Biometrics—Ready for mainstream?
We’ve been hearing a lot about biometrics lately I think maybe we are at the tipping point when it comes into more widespread use. I recently spoke to John Trader at M2SYS Technology and he gave me a summary of where biometrics has been, it’s challenges, and now, how the move to a hybrid form may be just what integrators—and their end users—are looking for. He said that modern biometric identification technology must be flexible to ensure reliability. Here’s what else he said:
“When the modern era of adopting biometric technology in the private sector began approximately five to six years ago, choosing a biometric system to deploy was easy. An end user simply explained the specs of their project to several potential Integrators who served their vertical market, evaluated the offers and usually went with the lowest price option that did the job effectively. At the time, fingerprint technology was the only biometric modality that was available at an affordable implementation price so biometric hardware options were limited. However, as more and more businesses adopted biometric technology, many found that fingerprint technology did not turn out to be the “one-size fits all” technology that they had hoped.

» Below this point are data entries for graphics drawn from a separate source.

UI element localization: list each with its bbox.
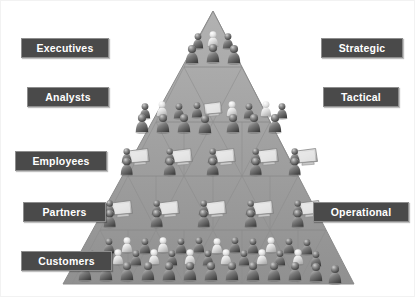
- tier-executives-people: [185, 31, 240, 65]
- label-operational[interactable]: Operational: [313, 202, 409, 222]
- label-customers[interactable]: Customers: [21, 251, 112, 271]
- label-employees[interactable]: Employees: [15, 151, 107, 171]
- label-analysts[interactable]: Analysts: [27, 87, 109, 107]
- label-partners[interactable]: Partners: [23, 202, 106, 222]
- label-strategic[interactable]: Strategic: [321, 38, 403, 58]
- diagram-canvas: Executives Analysts Employees Partners C…: [0, 0, 415, 297]
- label-tactical[interactable]: Tactical: [323, 87, 399, 107]
- label-executives[interactable]: Executives: [21, 38, 109, 58]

More integrators realized that due to user or environmental variables, fingerprint technology had limited functionality to enable widespread identification and authentication for all of their end users. Variables (age, ethnicity, climate, etc.) that directly impacted the integrity of an individual’s fingerprint were rendering biometric fingerprint technology limited in its capacity to work for a certain percentage of the population using the fingerprint readers. Those integrators seeking a biometric authentication and identification interface were beginning to understand that fingerprint technology had subtle limitations to be an across-the-board solution. At one point, fingerprint recognition was a perfect solution for small scale security deployments but as the internal biometric needs of an organization began to grow and expand to larger scale security applications, biometric technology deployments required more customization to satisfy the dynamic conditions that end users faced for a larger population size.